Bill to Divest from Fossil Fuel Is a Senate Power Grab That Will Hurt New Yorkers

Published May 10, 2017

More than a million fire fighters, police and other New York State employees who are relying on the already perilously funded New York State Common Retirement Fund as a key component of their nest eggs face a new threat. It comes from a surprising foe: New York’s most liberal legislators.

Senator Liz Kreuger, who represents Manhattan’s East Side, has introduced legislation that would force the fund’s sole trustee and fiduciary, Comptroller Thomas DiNapoli, to quickly sell all holdings in fossil fuel companies, no matter the financial impact it will have on return or risk.

Kreuger and her allies, who have introduced a companion bill in the Assembly, are doing so even over strong objections from DiNapoli and his respected investment team in the Comptroller’s office, who are required by law to act only in the financial best interest of the fund’s beneficiaries, state employees.

DiNapoli is no climate denier. He’s been a champion of environmental causes throughout his career.

In fact, during the event at which he was given the New York State Bar Association’s award for environmental achievement, DiNapoli opposed divestiture from fossil fuels because it would do more harm than good not only for investors, but for popular environmental causes.

 

In other words, not only would smart investors swoop in and buy the glut of stocks he’d have to dump on the market, he’d lose his powerful seat at the table as a major shareholder. He’s been adept at using that clout to advance environmental causes through shareholder action.

DiNapoli’s divestiture denouncement while receiving an award from the state’s most prominent environmental lawyers was courageous.

His position also exemplifies the meaning of “fiduciary.”

As the sole trustee, investment decisions are DiNapoli’s alone to make. He could divest, but only if he found it was a sound investment decision.

Krueger is not attempting to merely take discretion away from the Comptroller’s office, more critically, she seeks to decimate protection given to state workers by the fiduciary obligation duly placed on the Comptroller. This would allow her to replace his disciplined investment decisions with her own agenda, which she concedes is driven by something other than pure investment results.

The proposal starkly pits the political points Senator Kruger and her allies seek to gain against the financial interests of each investor in the fund.

As DiNappoli explained in a December, 2015 letter to Senator Krueger, (outlining the fund’s many sustainable investments,) “my fiduciary duty requires me to focus on the long-term value of the Fund.

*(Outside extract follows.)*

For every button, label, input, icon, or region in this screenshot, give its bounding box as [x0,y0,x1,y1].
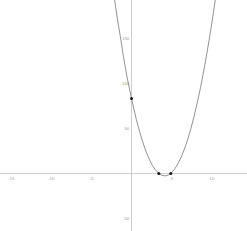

To achieve that objective the Fund works to maximize returns and minimize risks.”

State employees, as well as taxpayers who will be expected to bail out already predicted fund shortfalls, have always relied on this fiduciary protection.

Those who favor divestment have conjured up a fantastical new definition of “fiduciary,” one that considers “ethical” investing which take into account unlimited factors beyond return and risk.

So called “green funds” are a legitimate options for individual investors who make that choice for any range of non-financial reasons. However it’s a choice a fiduciary may make only for financial reasons, unless each investor instructs otherwise, something a million New Yorkers won’t unanimously do, given a broad range of “ethical” sensibilities.

DiNapoli boasts of a growing portfolio of green investments in the fund. Those are appropriate because he, with the advice of his investment advisors, believes they are in the fund’s financial interest.

Clearly, he does not believe a sale of fossil fuel investments is in investor’s financial interest at their current trading price and at this time. He’d be right to sell a portion or all of them if and when his financial analysis changes.

Krueger’s gutting of the definition of “fiduciary” would open the floodgates to subordinating the protected interests of state employees to the political whims of legislators and those who have their ear.

From the likes of the anti-Israel BDS movement, where the “D” stands for “divest,” to something akin to the recently introduced California bill which would require the state pension fund to divest from any company participating in building President Trump’s border wall, there’s no end to these competing interests.

That’s why the Comptroller’s office is rightly insulated from allowing retirement funds to be turned into political footballs.

This divestment approach would slash the fund’s value, harming state workers and all New York taxpayers. Krueger’s bill would be a nightmare on Main Street.